Scott Jagow: Congress is trying to figure out ways to clean up the subprime mess and make sure it doesn’t happen again. But commentator Robert Reich says the federal government already has all the authority it needs to tackle the problem. It just isn’t using it.


Robert Reich: As someone who was in charge of one of the biggest regulatory agencies in the federal government, I can tell you regulations themselves don’t do squat. They have to be vigorously enforced. And that means setting clear rules, having enough inspectors, and knowing when vigilance is required.

So how to prevent another banking crisis that causes millions of families to lose their homes and investors to lose their shirts?
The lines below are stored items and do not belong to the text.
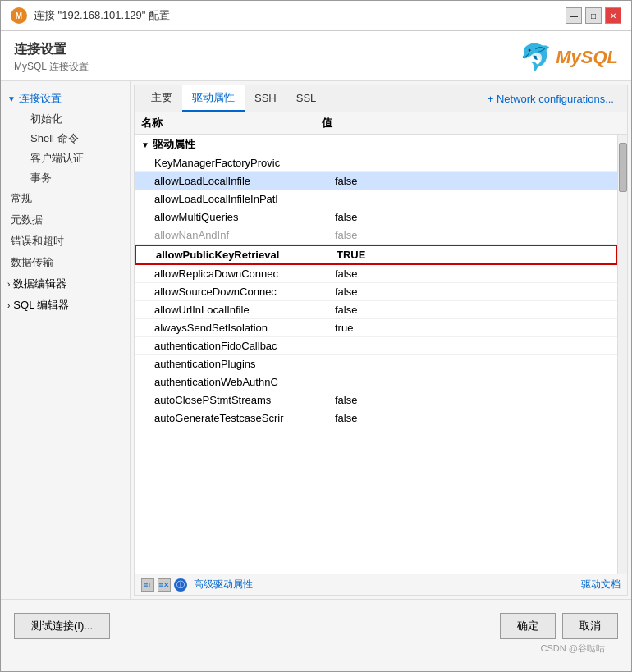 The image size is (632, 672). I want to click on app-icon: M, so click(19, 16).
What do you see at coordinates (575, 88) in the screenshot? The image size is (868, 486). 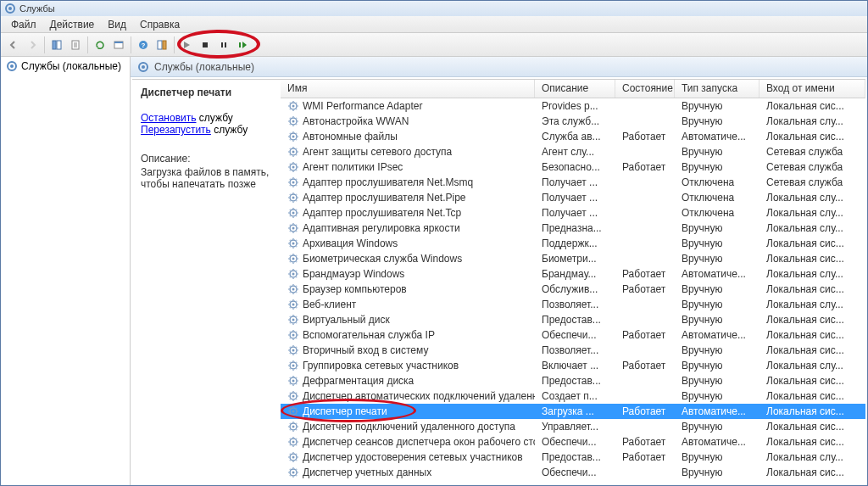 I see `col-description: Описание` at bounding box center [575, 88].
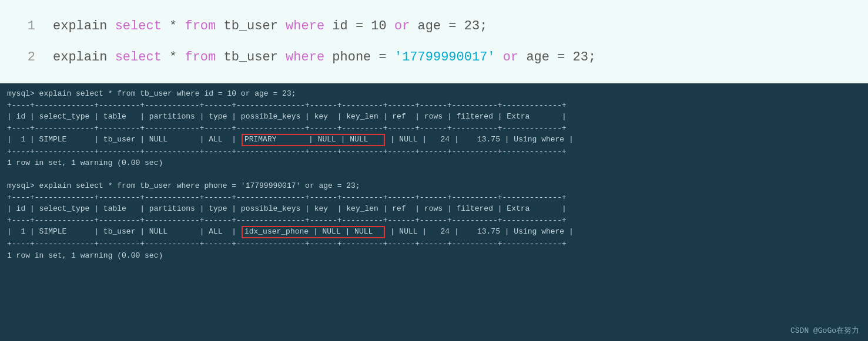 The image size is (868, 341). Describe the element at coordinates (360, 26) in the screenshot. I see `condition-1a: id = 10` at that location.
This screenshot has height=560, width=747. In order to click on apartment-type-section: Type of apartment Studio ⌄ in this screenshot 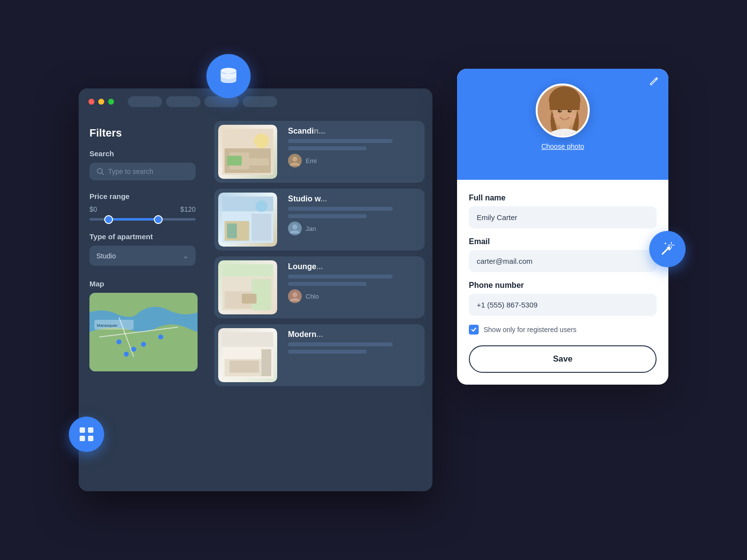, I will do `click(143, 249)`.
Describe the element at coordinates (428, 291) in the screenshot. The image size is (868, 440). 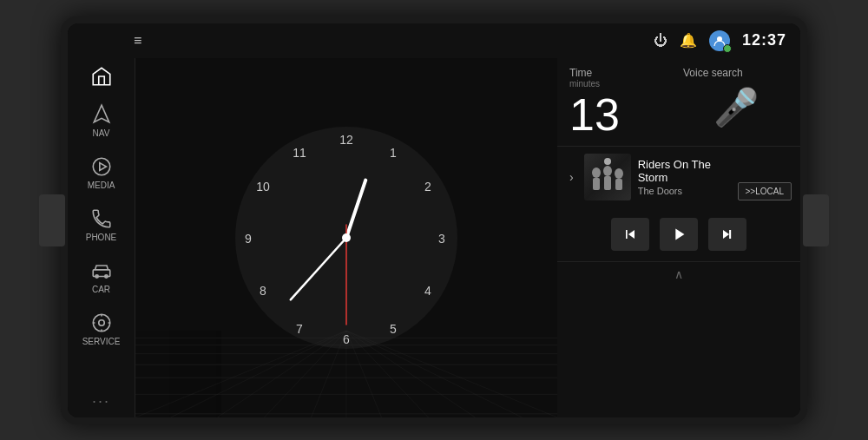
I see `svg-text: 4` at that location.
The Federal Reserve already has the authority it needs to do this. The Federal Reserve Act of 1913, as amended, and the Bank Holding Company Act of 1956, give it power to monitor and regulate the entire banking system.

The problem here was it failed to use this authority. It wasn’t even paying attention.
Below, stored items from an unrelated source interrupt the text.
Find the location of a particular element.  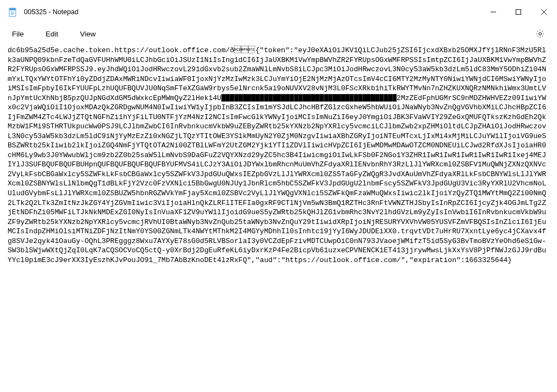

menu-view: View is located at coordinates (88, 34).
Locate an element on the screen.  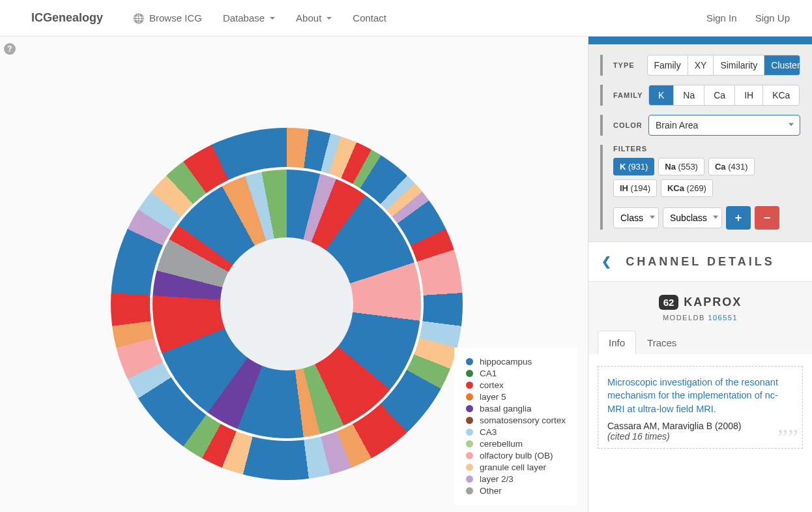
citation-title-link: Microscopic investigation of the resonan… is located at coordinates (700, 395).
A few years back, when the Fed lowered short-term interest rates to 1 percent, money became so cheap the Fed should have known lenders would hand it out to almost any borrower who could stand up straight. Especially when lenders could immediately fob off the loans to middlemen who bundled them and sold them off again.

Big banks, hedge-fund managers, everyone looked the other way because the party was too much fun. And then when the Fed started raising rates, it should have known the party would be over — and there’d be a mess to clean up.

But the Fed didn’t — and still doesn’t — pay enough attention to the effects of its rate settings on the practices of lenders and borrowers. It still doesn’t have enough bank examiners who know what to look for. Still doesn’t know how to oversee giant financial conglomerates whose deals are so complex even their own top executives don’t understand them. Is even now disregarding the next banking crisis, which will be a wave of credit-card defaults.

Instead of pumping out new regulations, Congress should give the Fed the resources it needs to use the authority it already has. Confirm new Fed governors who will be vigilant in overseeing the banking system. And hold all Fed appointees accountable for doing the job they’re supposed to do.

Jagow: Robert Reich was labor secretary under President Clinton. His new book is “Supercapitalism.”